British author Melvyn Bragg blasts atheist attacks on Christianity
British broadcaster and author Melvyn Bragg, who says he does not have strong beliefs, has condemned atheists who attack Christianity.
He says Christianity should be respected for its history and its contribution to mankind.
He told an audience at the Daily Telegraph's Ways With Words festival that even though he did not believe in the "fundamental tenets" of Christianity, the history of the religion was central to understanding how knowledge developed.
The broadcaster and author expressed resentment for people who fail to respect Christian beliefs and who openly dismiss their deity as "'sky gods" when he was speaking at the yearly British literature festival.
"How dare they?" he remarked, while discussing the vocal criticism of religion by atheists in modern society.
Christianity ought to be respected for its historical perspective, said the author, The Daily Telegraph newspaper reported on July 13.

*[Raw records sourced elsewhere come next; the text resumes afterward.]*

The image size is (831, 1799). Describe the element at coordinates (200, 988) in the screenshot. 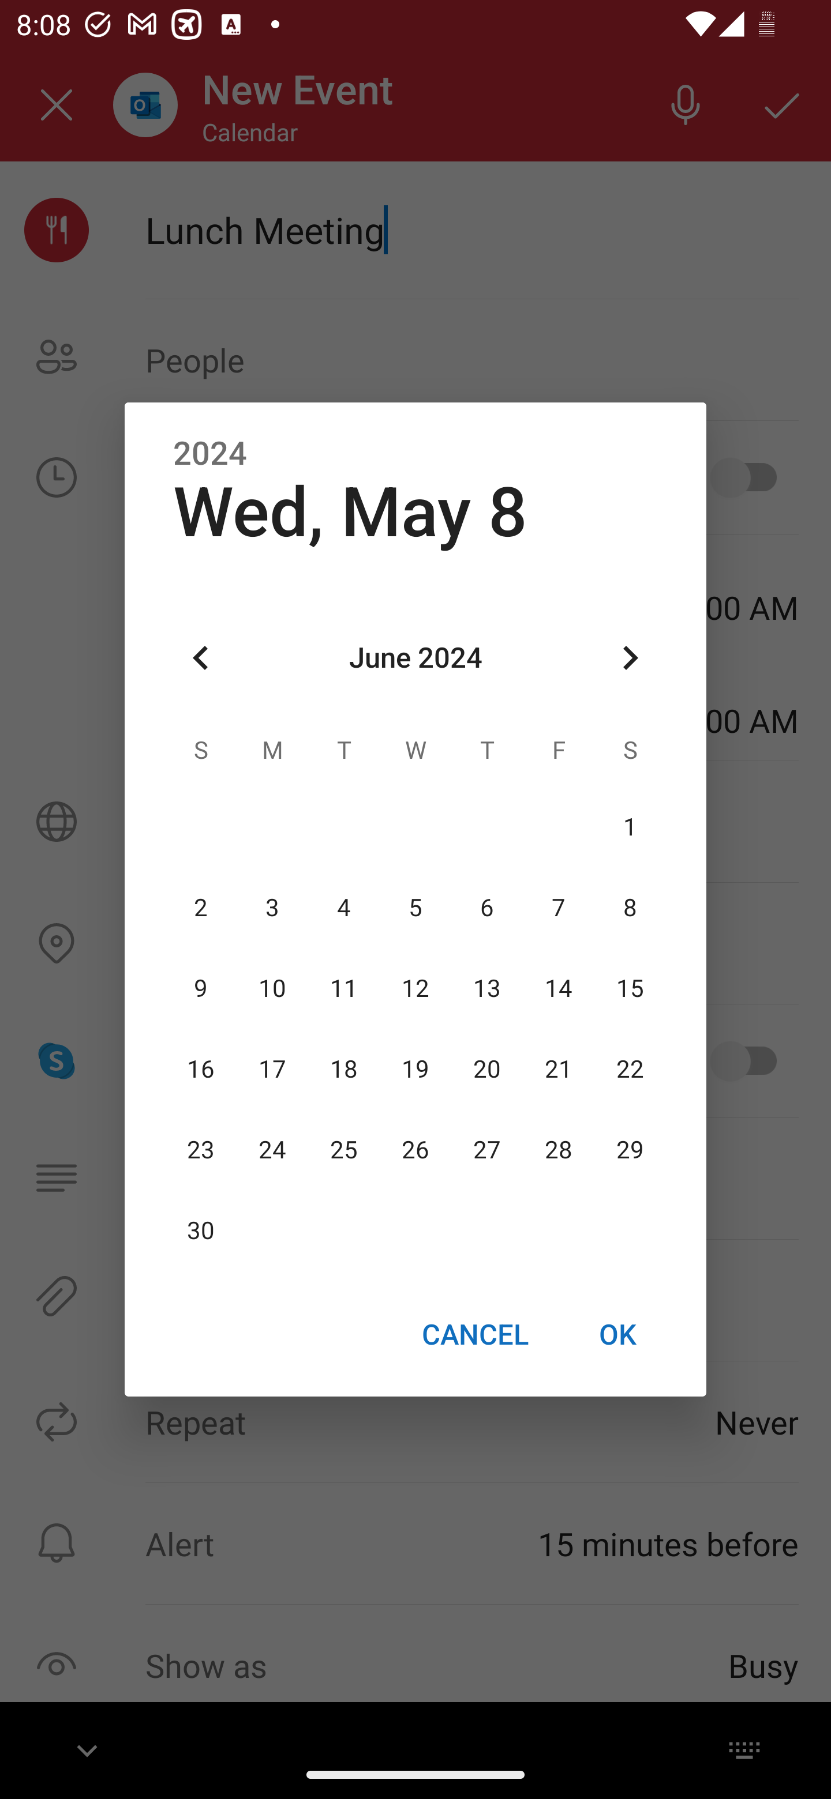

I see `9 09 June 2024` at that location.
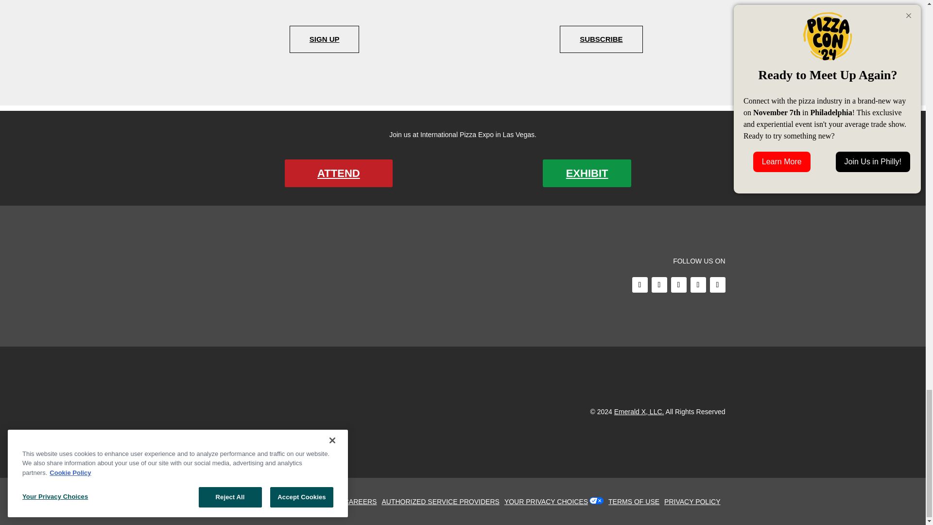 Image resolution: width=933 pixels, height=525 pixels. Describe the element at coordinates (717, 285) in the screenshot. I see `Follow on LinkedIn` at that location.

At the same book festival earlier last week, British philosopher A. C. Grayling, argued that the Christian Church has too much influence in modern society and should be treated like any other "interest group, lobby or trade union,'' the Telegraph reported.
Grayling said, "Of course for historical reasons, and in our own country for constitutional reasons, religion has been given a massive megaphone. Its footprint in the public square is out of all proportion to the actual support that it has."
Bragg has penned, "The Book of Books: The Radical Impact of the King James Bible 1611-2011."
In it he explores the King James Bible's history, impact and enduring influence of the English language's undisputed best-known text.
At the festival he said, "What I really resent is their (atheists') attack on the Christian ways and particularly the Christian history. Dismissing the 'sky Gods' - how dare they? That was the best people could do at that time.
"That was the best they could do with the information at their disposal, with the means at their disposal.
"When they had to work out, say, the nine key questions which we're still trying to work out, they did the best they could.
"And they produced magnificent artefacts - there are things that we now think they got completely wrong but they did some marvellous things. And I think we have to respect that; because that's the history of knowledge."
Bragg's attack may have been aimed at Professor Richard Dawkins, who is said to have evangelical-like zeal in his crusade against religion and Christianity, had written of "sky-god religions" in his book The God Delusion.
Dawkins has declared himself "anti-God" and has stated that "being raised a Catholic is worse than child abuse. "
During the Way with Words festival Bragg was publicising his latest novel, Grace and Mary, which is based on his own mother's experience with dementia and old age.
Bragg who is a broadcaster as well as author, is a Labour Party member of the upper chamber of Britain's' Parliament, the House of Lords.
In his speech he said, "I now think there is an unconscious. Things strike us at particular times that come out of what we think is nowhere. Memory and imagination are joined.
"As intelligent people we're going to have different belief systems.
"I used to be a very strong Christian until I was in my 20s. And that spiritual space, as it were, is still there.
"Do I believe in the fundamental tenants of what make Christianity, that there is a God who cares about every one of us? I'm afraid not. Resurrection? I'm afraid not. And so on.
"But I do think the Christian books - and other religions too - are an extraordinary body knowledge and wisdom about how people have lived at different stages."
He asserted "I do think that people who close their minds to those possibilities are missing a lot."
He also talked of the human tendency to assume each generation had peaked in ability and knowledge, urging the public to recognise their place in the world.
"The human condition, in this very short history of Homo sapiens has scarcely changed a bit," he said. "With all that, in every civilisation, there is this fantasy that we are somehow the apex of everything.
"For hundreds of thousands of years, people having been getting better, doing things, making things, making progress - we are the beneficiaries of that and we can't get much better.
"Well, if life can be compared to a journey from here to America, where we are now is half way down the River Dart - we aren't even in the ocean. It's all to come."
He noted: "I think I agree with [scientist] Stephen Hawking's idea, that there are some things we will never know.
"We are reaching into the unknown. We're going somewhere and we don't know what the end of it is. That's what we're doing."